"Nancy" Nettlefold | |
---|---|
Born | Lucy Frances Nettlefold 15 June 1891 |
Died | 30 March 1966 | (aged 74)
Nationality | British |
Education | Newnham College |
Known for | Bebb v. The Law Society and County Councillor |
Political party | Conservative |
Lucy Frances Nettlefold OBE aka Nancy Nettlefold (15 June 1891 – 30 March 1966) was a British company director and local government politician. She and three others took the Law Society to court for defining "person" as "man".
Nettlefold was born in London in 1891. Her parents were Emily Josephine (born Buckingham) and Oswald Nettlefold. Her father was a wholesaler of hardware. She was never awarded a law degree because she was a woman. She attended Newnham College and she was the first woman to be awarded for coming first in both parts of Cambridge University's double law tripos.[1] Cambridge allowed women to take the exams but never awarded them degrees for many decades. She was articled unofficially to a Lincoln's Inn law firm before joining the National Service for Women.

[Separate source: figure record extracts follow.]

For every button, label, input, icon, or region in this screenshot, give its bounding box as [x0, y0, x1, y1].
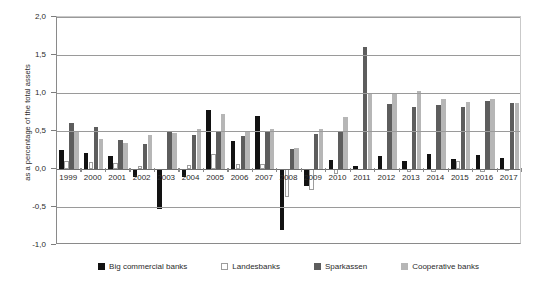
bar: [290, 149, 294, 169]
bar: [402, 161, 406, 169]
x-tick-mark: [178, 168, 179, 172]
x-tick-label: 2003: [157, 173, 175, 182]
legend-item[interactable]: Sparkassen: [314, 262, 367, 271]
bar: [412, 107, 416, 169]
legend-label: Cooperative banks: [412, 262, 479, 271]
y-tick-mark: [51, 244, 56, 245]
legend-item[interactable]: Landesbanks: [221, 262, 280, 271]
x-tick-mark: [521, 168, 522, 172]
bar: [89, 162, 93, 169]
legend-swatch-icon: [221, 263, 228, 270]
bar: [510, 103, 514, 169]
x-tick-mark: [448, 168, 449, 172]
bar: [143, 144, 147, 169]
x-tick-mark: [497, 168, 498, 172]
y-tick-mark: [51, 206, 56, 207]
x-tick-mark: [301, 168, 302, 172]
legend-item[interactable]: Big commercial banks: [98, 262, 187, 271]
x-tick-mark: [56, 168, 57, 172]
gridline: [57, 93, 520, 94]
bar: [216, 131, 220, 169]
bar: [241, 136, 245, 169]
gridline: [57, 169, 520, 170]
bar: [231, 141, 235, 169]
bar: [84, 153, 88, 169]
legend-label: Landesbanks: [232, 262, 280, 271]
x-tick-label: 2012: [377, 173, 395, 182]
bars-layer: [57, 17, 520, 243]
x-tick-mark: [203, 168, 204, 172]
bar: [490, 99, 494, 169]
bar: [59, 150, 63, 169]
legend-label: Sparkassen: [325, 262, 367, 271]
bar: [476, 155, 480, 169]
x-tick-label: 2013: [402, 173, 420, 182]
x-tick-label: 2001: [108, 173, 126, 182]
y-tick-mark: [51, 54, 56, 55]
x-tick-label: 2004: [182, 173, 200, 182]
bar: [485, 101, 489, 169]
x-tick-label: 2000: [84, 173, 102, 182]
x-tick-label: 2008: [280, 173, 298, 182]
x-tick-mark: [350, 168, 351, 172]
chart-legend: Big commercial banksLandesbanksSparkasse…: [56, 258, 521, 274]
x-tick-label: 2010: [329, 173, 347, 182]
bar: [74, 131, 78, 169]
bar-chart: as a percentage of the total assets 2,01…: [0, 0, 534, 292]
bar: [363, 47, 367, 169]
x-tick-mark: [154, 168, 155, 172]
gridline: [57, 55, 520, 56]
bar: [221, 114, 225, 169]
x-tick-label: 2016: [475, 173, 493, 182]
bar: [319, 129, 323, 169]
bar: [387, 104, 391, 169]
bar: [64, 161, 68, 169]
bar: [338, 131, 342, 169]
bar: [108, 156, 112, 169]
legend-swatch-icon: [401, 263, 408, 270]
legend-label: Big commercial banks: [109, 262, 187, 271]
y-tick-label: 1,5: [12, 50, 46, 59]
bar: [245, 131, 249, 169]
bar: [270, 129, 274, 169]
bar: [118, 140, 122, 169]
bar: [123, 143, 127, 169]
bar: [148, 135, 152, 169]
gridline: [57, 131, 520, 132]
bar: [461, 107, 465, 169]
bar: [314, 134, 318, 169]
x-tick-mark: [472, 168, 473, 172]
bar: [265, 131, 269, 169]
bar: [427, 154, 431, 169]
y-axis-title: as a percentage of the total assets: [23, 38, 32, 208]
bar: [466, 102, 470, 169]
plot-area: [56, 16, 521, 244]
bar: [456, 161, 460, 169]
y-tick-label: 0,0: [12, 164, 46, 173]
x-tick-mark: [105, 168, 106, 172]
bar: [211, 154, 215, 169]
bar: [197, 129, 201, 169]
bar: [255, 116, 259, 169]
x-tick-label: 2011: [353, 173, 370, 182]
gridline: [57, 207, 520, 208]
x-tick-mark: [252, 168, 253, 172]
bar: [172, 133, 176, 169]
x-tick-mark: [423, 168, 424, 172]
y-tick-label: 0,5: [12, 126, 46, 135]
bar: [192, 135, 196, 169]
legend-item[interactable]: Cooperative banks: [401, 262, 479, 271]
bar: [167, 131, 171, 169]
y-tick-label: 1,0: [12, 88, 46, 97]
bar: [441, 99, 445, 169]
legend-swatch-icon: [314, 263, 321, 270]
bar: [343, 117, 347, 169]
y-tick-label: -1,0: [12, 240, 46, 249]
y-tick-label: 2,0: [12, 12, 46, 21]
x-tick-label: 2007: [255, 173, 273, 182]
bar: [500, 158, 504, 169]
x-tick-label: 1999: [59, 173, 77, 182]
x-tick-mark: [227, 168, 228, 172]
x-tick-mark: [374, 168, 375, 172]
y-tick-mark: [51, 92, 56, 93]
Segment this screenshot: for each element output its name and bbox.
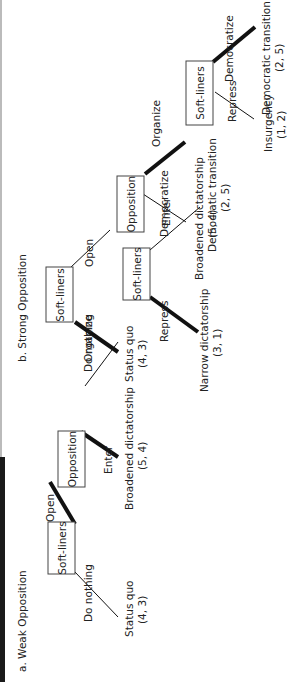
node-label: Soft-liners — [194, 66, 206, 119]
panel-b-title: b. Strong Opposition — [16, 254, 28, 362]
move-enter: Enter — [102, 445, 114, 474]
page-edge-bar — [0, 0, 4, 682]
outcome-status-quo-payoff: (4, 3) — [136, 340, 148, 368]
node-label: Opposition — [125, 176, 137, 233]
rotated-figure: a. Weak Opposition Soft-liners Oppositio… — [0, 0, 304, 682]
move-do-nothing: Do nothing — [82, 314, 94, 372]
node-label: Soft-liners — [131, 247, 143, 300]
outcome-narrow: Narrow dictatorship — [198, 288, 210, 392]
move-repress: Repress — [158, 301, 170, 342]
node-label: Soft-liners — [56, 521, 68, 574]
outcome-democratic-payoff: (2, 5) — [273, 44, 285, 72]
outcome-broadened-payoff: (5, 4) — [206, 210, 218, 238]
outcome-democratic-payoff: (2, 5) — [219, 184, 231, 212]
outcome-status-quo-payoff: (4, 3) — [136, 596, 148, 624]
outcome-democratic: Democratic transition — [260, 1, 272, 115]
move-organize: Organize — [150, 100, 162, 147]
outcome-insurgency-payoff: (1, 2) — [275, 111, 287, 139]
move-enter: Enter — [160, 197, 172, 226]
outcome-status-quo: Status quo — [123, 325, 135, 382]
outcome-status-quo: Status quo — [123, 580, 135, 637]
move-do-nothing: Do nothing — [82, 564, 94, 622]
outcome-broadened: Broadened dictatorship — [193, 157, 205, 280]
move-open: Open — [83, 239, 95, 267]
node-label: Opposition — [66, 431, 78, 488]
outcome-broadened: Broadened dictatorship — [123, 387, 135, 510]
game-trees-figure: a. Weak Opposition Soft-liners Oppositio… — [0, 0, 304, 682]
node-label: Soft-liners — [54, 268, 66, 321]
move-democratize: Democratize — [223, 15, 235, 82]
move-open: Open — [44, 494, 56, 522]
move-repress: Repress — [226, 81, 238, 122]
outcome-narrow-payoff: (3, 1) — [211, 329, 223, 357]
panel-strong-opposition: b. Strong Opposition Soft-liners Opposit… — [16, 1, 287, 382]
outcome-broadened-payoff: (5, 4) — [136, 442, 148, 470]
panel-a-title: a. Weak Opposition — [16, 570, 28, 672]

In 1913, Nettlefold and three other women started an unsuccessful legal action requesting that the Law Society should be compelled to admit women to its preliminary examinations.[2][3] The three other women were Maud Crofts, Karin Costelloe, who became a psychoanalyst, and Gwyneth Bebb.[2][3][4]
Her friend Bebb became the named party for, Bebb v. The Law Society represented by Stanley Buckmaster KC and R. A. Wright. The test case was heard in the Chancery Division in July 1913 by a hostile judge Mr Justice Joyce. The Solicitors Act 1843 included the sentence, 'every Word importing the Masculine Gender only shall extend and be applied to a Female as well as a Male'. The judge ruled that women had no precedent and therefore he could not authorise the first.[1]
The decision was upheld in the Court of Appeal in December 1913, heard by the Master of the Rolls Lord Cozens-Hardy, Lord Justice Swinfen Eady and Lord Justice Phillimore (included in the law reports in 1914).[5]
The press was mostly in favour, and the case helped the campaign for women's admission to the legal profession in Britain. The passage of the Sex Disqualification (Removal) Act 1919 allowed women to be lawyers.[6] Bebb was expected to be the first Brititish woman lawyer but she died giving birth to her second child. Nettlefold abandoned a career in law after World War I and became a director of Nettlefold & Sons; in 1924, she and her brother became joint managing directors and served until 1945. Of the four who had contested the legal case only Maud Crofts succeeded in becoming a lawyer. Nettlefold left law, Costelloe became a psychoanalyst, Bedd died, but Crofts became the first woman lawyer and a partner in the law firm of Crofts, Ingram and Wyatt & Co.[7]
In 1939, when war broke out, two women were appointed to lead the reformed Women's Royal Naval Service (WRNS). There was no staff and initially only volunteer helpers but 1,500 new members were to be recruited. The interview panel was the WRNS director Vera Laughton Mathews, her deputy Ethel Goodenough, Myra Curtis, and Nettlefold who was chosen because she had been at university with Mathews.[8]
In 1944, Nettlefold joined the Royal Commission on equal pay. She and two others had to present a minority report as the commission would not support their position of equal pay for women as a recommendation.[1]
She joined London County Council in 1949 for the Conservative Party[9] and she became an OBE in 1946. She was on the LCC until 1960. In 1953 she joined Marylebone borough council. Her sister Joyce Newton-Thompson became first woman mayor of Cape Town.[1]
Nettlefold retired in 1960 and died in Cape Town in 1966.[1]